H3b: PET (Polyethylene Terephthalate) — Chemical and Heat Resistance
PET film facestocks offer the highest temperature resistance in the wine label material category — reliably stable from −30°C to +100°C. This range makes PET label film the correct specification for wines processed through high-temperature pasteurization or hot-fill bottling lines, and for export routes through equatorial warehouses where ambient temperatures regularly exceed 40°C. PET’s chemical resistance also makes it suitable for wines with high sulfite content that may degrade other film substrates over time.
H3c: PP Synthetic Paper — The Paper-Look Film Option
PP synthetic paper looks, feels, and performs like paper, prints like film, and delivers fabric-like performance in wet environments. Its semi opaque, matte surface lends itself to the “no-label look” on transparent and frosted glass bottles where the label image appears to be printed directly on the glass surface. White or clear PP synthetic paper at 80–120 µm thickness accepts offset, flexo, or HP Indigo digital printing, and offers an aesthetic expectation compatible with functional performance on premium rosé, natural wine, and minimal trend label packs.
Adhesive Selection: The Layer That Decides Wet Performance

In any given application, the adhesive used to attach the label remains the unseen but decisive factor in label survivability. An appropriately-specified facestock bonded with an incorrect adhesive will fail- sometimes dramatically, sometimes slowly and for unnecessarily-high associated costs- when exposed to a label performance demand. This layer must be selected by anticipated end-use environment, before selecting the facestock material.
| Condition | Hot-Melt | Acrylic (High-Tack) | Water-Based |
|---|---|---|---|
| Ice bucket (0–5°C, wet) | ⚠ Marginal | ✔ Recommended | ⚠ Marginal |
| Cold storage / wine cellar (5–12°C) | ✔ Good | ✔ Excellent | ✔ Good |
| Freezer storage (−5°C to −18°C) | ✗ Avoid | ✔ Recommended | ⚠ Grade-dependent |
| Ambient / room temperature (18–25°C) | ✔ Excellent | ✔ Excellent | ✔ Excellent |
| High-humidity warehouse (RH 80%+) | ✔ Good | ✔ Good | ⚠ Marginal |
Hot-melt adhesives lose considerable portion of its stickiness at sustained temperatures of 0–5°C — the effective temperature range of the ice bucket environment. This is not an obscure circumstance, it is the recommended serving room temperature for white wine, rosé, sparkling wine, and Champagne in most restaurants or events. Hot-melt adhesives are therefore poor for these wine categories.

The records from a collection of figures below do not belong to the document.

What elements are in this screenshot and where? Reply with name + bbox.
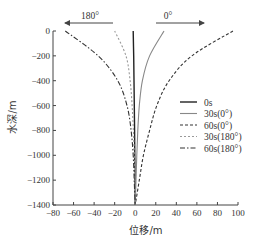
x-tick-label: −40 xyxy=(87,208,102,218)
legend: 0s30s(0°)60s(0°)30s(180°)60s(180°) xyxy=(180,98,242,155)
y-tick-label: −1200 xyxy=(27,175,51,185)
direction-annotations: 180°0° xyxy=(65,11,204,23)
y-tick-label: 0 xyxy=(46,26,51,36)
x-tick-label: 40 xyxy=(172,208,182,218)
y-tick-label: −400 xyxy=(31,76,50,86)
legend-label: 0s xyxy=(204,98,213,108)
series-line xyxy=(115,31,136,205)
x-axis-title: 位移/m xyxy=(129,224,162,236)
x-tick-label: −20 xyxy=(108,208,123,218)
y-tick-label: −200 xyxy=(31,51,50,61)
x-tick-label: −60 xyxy=(67,208,82,218)
direction-label-0: 0° xyxy=(164,11,173,21)
direction-label-180: 180° xyxy=(81,11,99,21)
x-tick-label: 0 xyxy=(133,208,138,218)
legend-label: 60s(180°) xyxy=(204,144,242,155)
x-tick-label: −80 xyxy=(46,208,61,218)
y-axis-title: 水深/m xyxy=(7,100,18,133)
y-tick-label: −800 xyxy=(31,125,50,135)
x-tick-label: 60 xyxy=(192,208,202,218)
legend-label: 30s(180°) xyxy=(204,132,242,143)
depth-displacement-chart: 0−200−400−600−800−1000−1200−1400−80−60−4… xyxy=(0,0,258,241)
series-line xyxy=(65,31,135,205)
legend-label: 60s(0°) xyxy=(204,121,232,132)
series-line xyxy=(133,31,135,205)
y-tick-label: −1000 xyxy=(27,150,51,160)
x-tick-label: 100 xyxy=(231,208,245,218)
y-tick-label: −600 xyxy=(31,101,50,111)
legend-label: 30s(0°) xyxy=(204,109,232,120)
x-tick-label: 80 xyxy=(213,208,223,218)
x-tick-label: 20 xyxy=(151,208,161,218)
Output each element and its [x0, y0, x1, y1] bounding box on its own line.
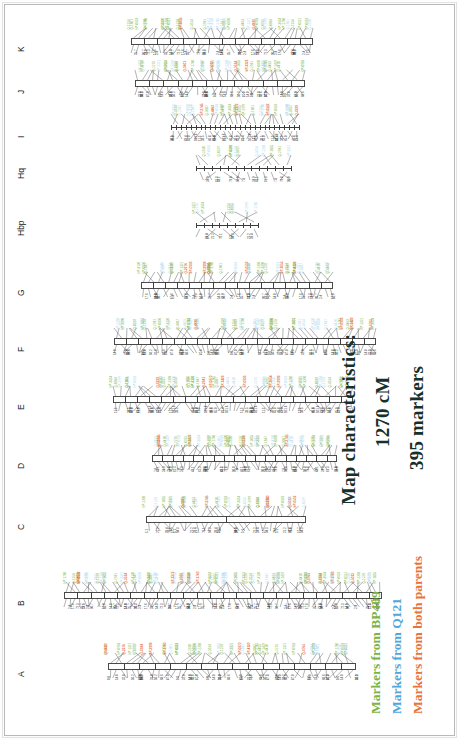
marker-label: Q-1228 [264, 263, 267, 273]
marker-position: 68.6 [216, 349, 219, 355]
marker-position: 90.7 [239, 49, 242, 55]
marker-position: 32.0 [302, 349, 305, 355]
marker-label: Q-3087 [300, 263, 303, 273]
marker-label: Q-1228 [363, 573, 366, 583]
marker-label: bP-3321 [293, 318, 296, 330]
marker-position: 14.0 [141, 674, 144, 680]
marker-label: bP-2208 [165, 18, 168, 30]
marker-label: bP-1372 [361, 318, 364, 330]
marker-position: 7.8 [236, 468, 239, 472]
marker-label: bP-1372 [283, 643, 286, 655]
marker-label: Q-0229 [262, 319, 265, 329]
marker-label: Q-3514 [175, 377, 178, 387]
marker-position: 0.0 [214, 93, 217, 97]
marker-position: 68.6 [302, 91, 305, 97]
marker-label: bP-3654 [324, 572, 327, 584]
marker-label: Q-4410 [170, 263, 173, 273]
marker-label: bP-3321 [243, 572, 246, 584]
marker-position: 72.3 [270, 603, 273, 609]
marker-label: Q-1154 [291, 19, 294, 29]
marker-label: bP-0618 [285, 376, 288, 388]
marker-label: Q-4410 [163, 436, 166, 446]
marker-position: 72.3 [265, 49, 268, 55]
marker-position: 35.7 [267, 293, 270, 299]
marker-position: 32.0 [288, 91, 291, 97]
marker-label: Q-3514 [133, 319, 136, 329]
marker-position: 90.7 [223, 293, 226, 299]
marker-label: bP-0618 [337, 572, 340, 584]
marker-label: bP-0870 [274, 435, 277, 447]
marker-position: 68.6 [374, 349, 377, 355]
marker-position: 24.9 [181, 466, 184, 472]
marker-label: Q-4410 [335, 319, 338, 329]
marker-position: 17.6 [229, 603, 232, 609]
marker-label: bP-0618 [282, 496, 285, 508]
marker-label: bP-0870 [228, 18, 231, 30]
marker-position: 35.7 [255, 603, 258, 609]
marker-label: Q-1154 [257, 497, 260, 507]
marker-label: bP-3390 [85, 572, 88, 584]
marker-label: bP-4120 [211, 18, 214, 30]
marker-label: Q-0384 [319, 436, 322, 446]
marker-label: Q-2941 [254, 436, 257, 446]
marker-position: 17.6 [306, 603, 309, 609]
marker-label: bP-2208 [168, 376, 171, 388]
marker-label: bP-0618 [240, 318, 243, 330]
marker-position: 72.3 [248, 293, 251, 299]
marker-position: 50.2 [242, 349, 245, 355]
marker-label: bP-2999 [246, 202, 249, 214]
marker-position: 90.7 [203, 49, 206, 55]
marker-position: 90.7 [294, 49, 297, 55]
marker-position: 79.8 [275, 466, 278, 472]
marker-label: bP-3390 [224, 435, 227, 447]
marker-label: bP-2208 [225, 572, 228, 584]
marker-label: bP-0870 [142, 262, 145, 274]
marker-position: 35.7 [209, 293, 212, 299]
marker-position: 94.3 [235, 527, 238, 533]
marker-label: bP-0933 [190, 262, 193, 274]
linkage-group-label-d: D [16, 463, 26, 469]
marker-position: 61.3 [327, 466, 330, 472]
marker-position: 90.7 [287, 293, 290, 299]
marker-position: 0.0 [325, 351, 328, 355]
marker-position: 46.8 [230, 135, 233, 141]
marker-position: 2.4 [169, 605, 172, 609]
marker-position: 11.3 [115, 408, 118, 413]
marker-label: Q-5012 [213, 573, 216, 583]
marker-position: 83.4 [213, 135, 216, 141]
marker-label: bP-0512 [298, 18, 301, 30]
marker-position: 17.6 [154, 49, 157, 55]
legend-q121: Markers from Q121 [389, 598, 405, 714]
marker-position: 87.0 [327, 674, 330, 680]
marker-position: 72.3 [342, 603, 345, 609]
marker-label: Q-1154 [228, 203, 231, 213]
marker-label: Q-2276 [184, 263, 187, 273]
marker-label: bP-1429 [222, 376, 225, 388]
marker-label: Q-2310 [144, 19, 147, 29]
marker-position: 2.4 [355, 605, 358, 609]
marker-position: 50.2 [132, 674, 135, 680]
marker-label: bP-0933 [178, 435, 181, 447]
marker-position: 17.6 [72, 603, 75, 609]
connector-lines-b [64, 558, 382, 628]
marker-position: 35.7 [314, 603, 317, 609]
marker-position: 35.7 [104, 603, 107, 609]
marker-label: Q-4463 [273, 573, 276, 583]
linkage-group-label-c: C [16, 524, 26, 530]
marker-label: Q-5012 [351, 573, 354, 583]
marker-label: bP-0512 [345, 572, 348, 584]
marker-label: Q-1228 [239, 436, 242, 446]
marker-position: 50.2 [272, 349, 275, 355]
marker-position: 90.7 [347, 603, 350, 609]
marker-label: Q-2276 [350, 319, 353, 329]
marker-label: bP-3654 [202, 202, 205, 214]
marker-position: 0.0 [207, 676, 210, 680]
marker-label: Q-0384 [140, 644, 143, 654]
marker-position: 35.7 [241, 293, 244, 299]
marker-position: 65.0 [130, 407, 133, 413]
marker-position: 14.0 [144, 349, 147, 355]
marker-position: 17.6 [279, 49, 282, 55]
linkage-group-label-e: E [16, 404, 26, 410]
marker-position: 21.2 [157, 527, 160, 533]
marker-position: 17.6 [145, 603, 148, 609]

Acrylic adhesive – solvent type acrylic or emulsion type acrylic – can, due to excellent to very good high temperature (−20°C to +70°C) and long term wet cold temperature performance – ensure excellent adhesion performance in this environment. Acrylic adhesive label stock should be adopted as the standard adhesive specification for wine labels that are in sending ice bucket service or cold-chain distribution.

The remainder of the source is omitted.